Normatively, the ICC is authorized to try several legal subjects who commit extraordinary crimes at the international level. Article 5 of the Rome Statute states that there are 4 forms of these crimes, namely genocide (the crime of genocide), crimes against humanity (the crime against humanity), war crimes (war crime), and the crime of aggression (the crime of agression).
Crimes Against Humanity in the Rome Statute
Crimes against humanity are crimes aimed at the civilian population. It is broad and systematic in nature, and relies on the full awareness of the perpetrators. Articles 7 paragraphs 1, 2, and 3 of the Rome Statute regulate at least 11 forms of crimes against humanity.
The first form is murder. This is a crime that attacks the lives of civilians through a series of specific acts.
The second form is extermination. This is a crime that eliminates the access of civilians to social life, including destroying food and medicine.
The third form is enslavement.
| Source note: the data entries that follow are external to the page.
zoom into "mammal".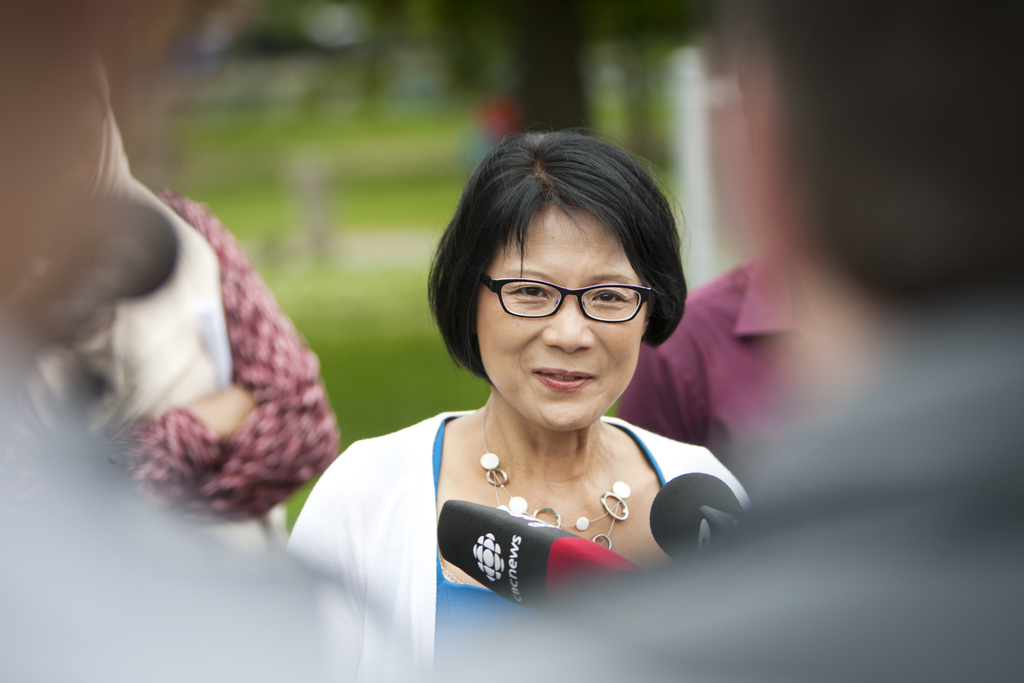
Zoom target: [0, 35, 345, 546].
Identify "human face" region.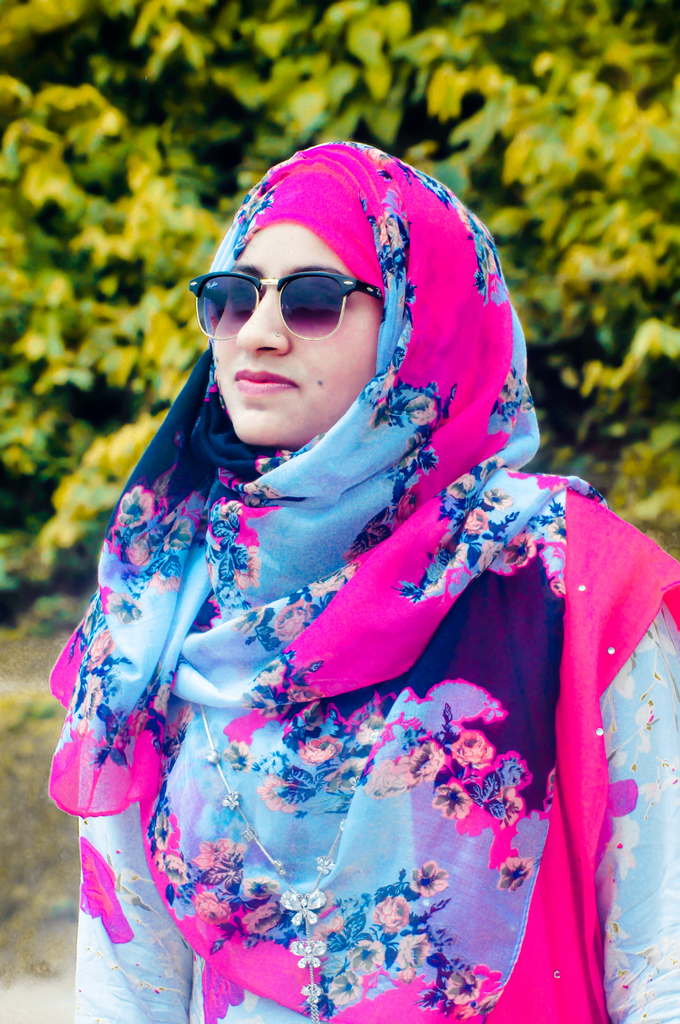
Region: (left=215, top=221, right=383, bottom=452).
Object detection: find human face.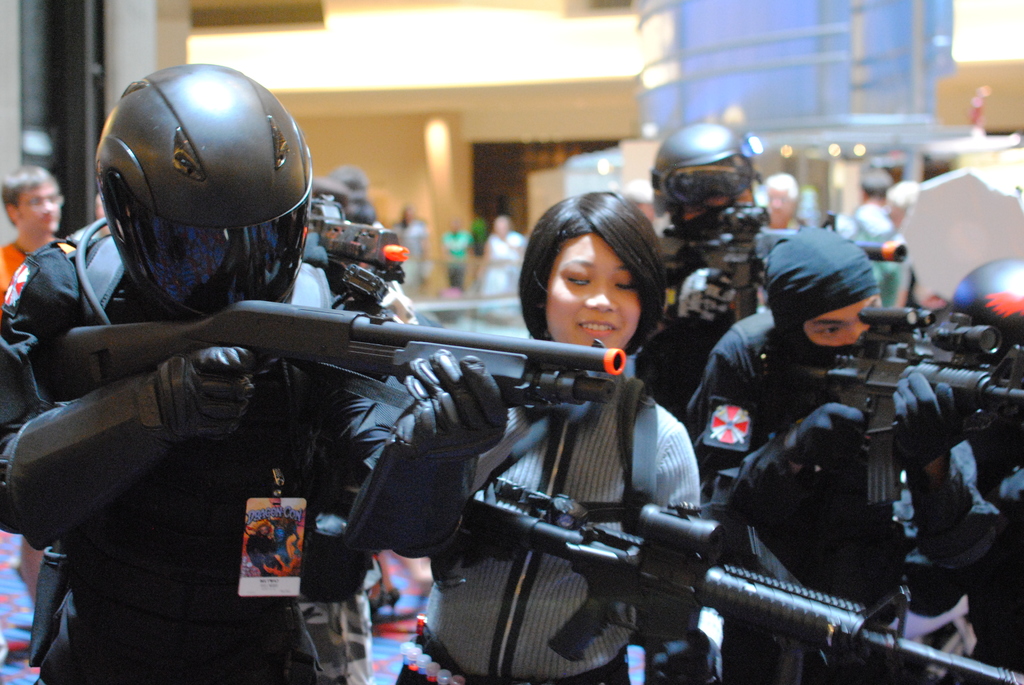
box=[799, 292, 884, 345].
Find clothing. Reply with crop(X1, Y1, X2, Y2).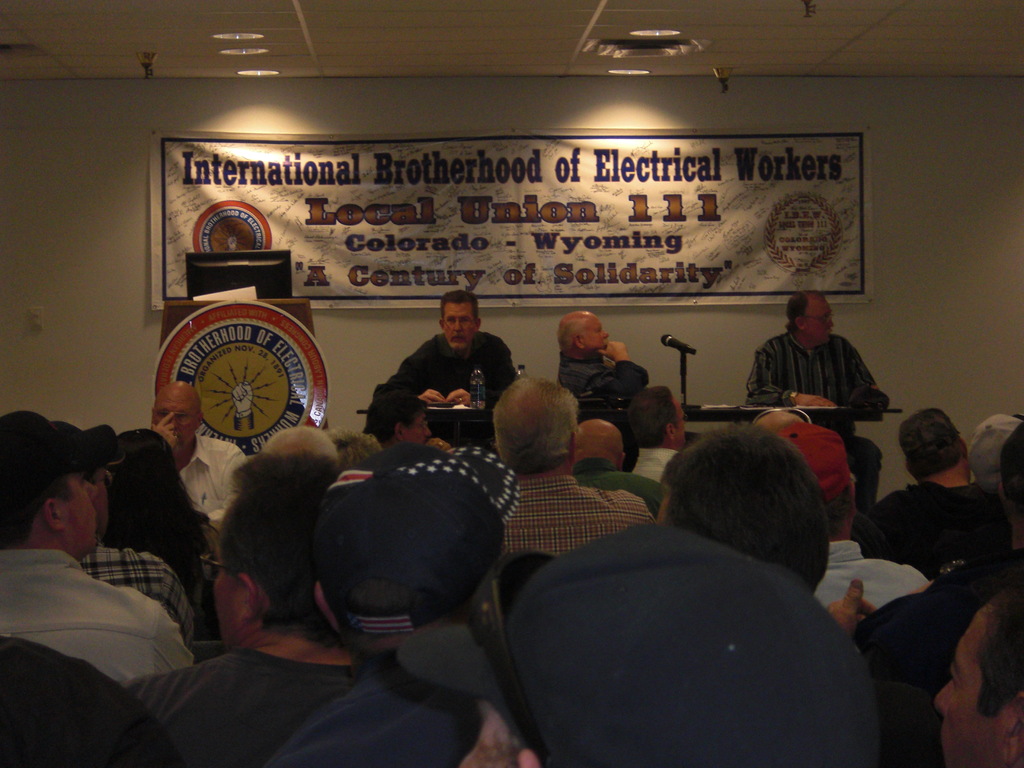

This crime includes human trafficking, especially against vulnerable groups such as women and children.
The fourth form is forced deportation. The perpetrators of this crime make any effort to make civilians leave their homes without valid reasons under international law.
The fifth form is imprisonment or severe deprivation of physical liberty in violation of fundamental rules of international law.
The sixth form is torture. The perpetrators of this crime deliberately inflict severe pain or suffering by attacking the physical or mental state of targeted civilians.
The seventh form is acts relating to the sexuality of the body, such as rape, sexual slavery, forced prostitution, forced pregnancy, forced sterilization, or other forms of severe sexual violence.
The eighth form is collective persecution of a group carried out on political, racial, national, ethnic, cultural, religious, gender, or other grounds that are universally recognized as impermissible under international law.
The ninth form is enforced disappearance. This crime includes arrests, detentions, imprisonment carried out on the basis of authority, support, or tacit consent of a state or a political organization. Furthermore, this crime is accompanied by a refusal to acknowledge these acts or a refusal to provide information about the whereabouts of the victims of the crime so that, over a long period of time, the victims are outside the protection of the law.